Monday, February 13, 2012

Why I Don't Buy the Filter Bubble Arg

Update (3/3/14): in case anyone comes across this, I'd recommend reading nina de jesus' post "The Filter Bubble Is a Misguided, Privileged Notion" over this. It's an excellent piece which touches on deeper and more troubling problems with the filter bubble as a concept.


For those unfamiliar, the Filter Bubble Argument goes like so: personalized search/social media creates an echo chamber wherein, every time someone seeks information, they only receive answers that they agree with or that come from within their peer group. In other words, by adapting results to what people want to see, search engines necessarily hide the uncomfortable/disagreeable/different/Other.
I'm sorry, but I've always thought this arg is weak. Below is a diatribe to that effect.
A) And this is new...how?
The Bubble is hardly unique to 21st century web services. People have always sought out ideas they agree with & avoided those they find uncomfortable. Furthermore, modern transportation & communication technologies have made it easier than ever to contact people outsides one's peer group, whether that group is a nationality, political party, or profession. Compare today to the mid-17th century; when were people more insulated?
B) Right Issue, Wrong Solution
Changing algorithms or avoiding personalized services isn't the way to defeat the Bubble; education is. The Bubble is an information literacy issue and the best way to address it is via information literacy education. Seeking out adverse opinions, problematic facts, and antithetical arguments is perhaps the most vital step in framing your own opinion or writing anything that could genuinely be called research. Making debate a required course in high school would go further to remedying this problem than mandating that Google give everyone the same results.
C) Alternatives exist and you don't use them
It's frustrating that numerous alternatives exist and even librarians either aren't aware of them or simply don't care enough to employ them. Don't like Google? Hey, there's this excellent search engine called DuckDuckGo which is incredibly forthright about privacy and lack of personalization. Blekko is another option. Lastly, you can always search Google from an unauthenticated browser window, which severely constrains personalization. Yet I have yet to hear anyone proffering the Bubble Arg mention them, much less advocate for them. To me, this sounds like people who complain about Microsoft Windows' monopoly whilst ignoring GNU/Linux. There are options. The more people use them, the more viable they become.
D) The Bubble Is Good
Disclosure: I use Google far more than DDG or Blekko and, more often than not, I like how it personalizes results. Often, I'll perform a "known item" search and Google will promote precisely the link I'm looking for simply because it knows I've visited the site before. That's desirable behavior.

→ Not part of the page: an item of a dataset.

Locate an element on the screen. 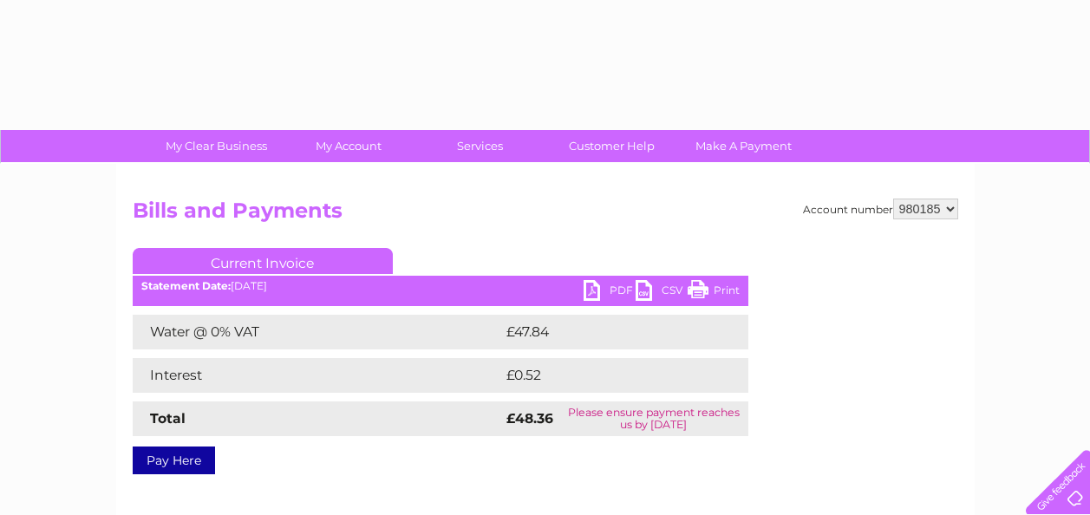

The alternative of "same search results for everyone all of the time" is clumsy most of the time.

To be clear: this is an important discussion to be having. I'm glad people are drawing attention to search & social filters. But I'm not persuaded in the least.

Wednesday, February 1, 2012

Computer Science & Librarianship

I often regret not studying computer science in college. I was at a school with an excellent program, I'm mathematically inclined, & I already had a little experience with BASIC so it would have made a lot of sense. Instead, I've ended up a techie librarian with a humanities degree who spends a lot of time working on the web, but has little formal training. This situation doesn't seem all that abnormal; web design courses were well-attended in my MLIS program & I constantly hear LIS student bemoan a lack of programming courses. Librarians are well aware that it's a "program or be programmed world" & we're working hard to become programmers. The number of librarians I see participating in #codeyear is one indicator. But also there are a number of open source library software packages, from the VuFind discovery layer to the LibStats reference tracking program, written by librarians.
So we're taking things into our own hands & I'd like to contribute more to that. On the one hand, being one of those rare librarians with a CS background would set me up to be a valuable professional. But on the other hand, would I have ended up a librarian if I majored in CS? Most likely not. I probably would've landed a real, salaried job out of college, instead of the meager hourly position I ended up in. My dismal post-collegiate years instilled a political will in me too, a will that drove me to librarianship and public service. In comparison, the start-ups run by young, talented CS students appear banal: more music recommendation algorithms, personalized finance software, social anything, web apps that replace desktop apps but aren't unique in the least. These are doubtless exciting projects from the inside, but I joined librarianship largely for the ideals & not the glory. In the end, I think I would prefer being at a job I believe in.
As an addendum, I've found quite a lot of coder librarians I look up to. They're exactly where I want to be. & you know what? They mostly have humanities backgrounds. Philosophy & English are startlingly common degrees for web services librarians. So maybe I made the right choice after all.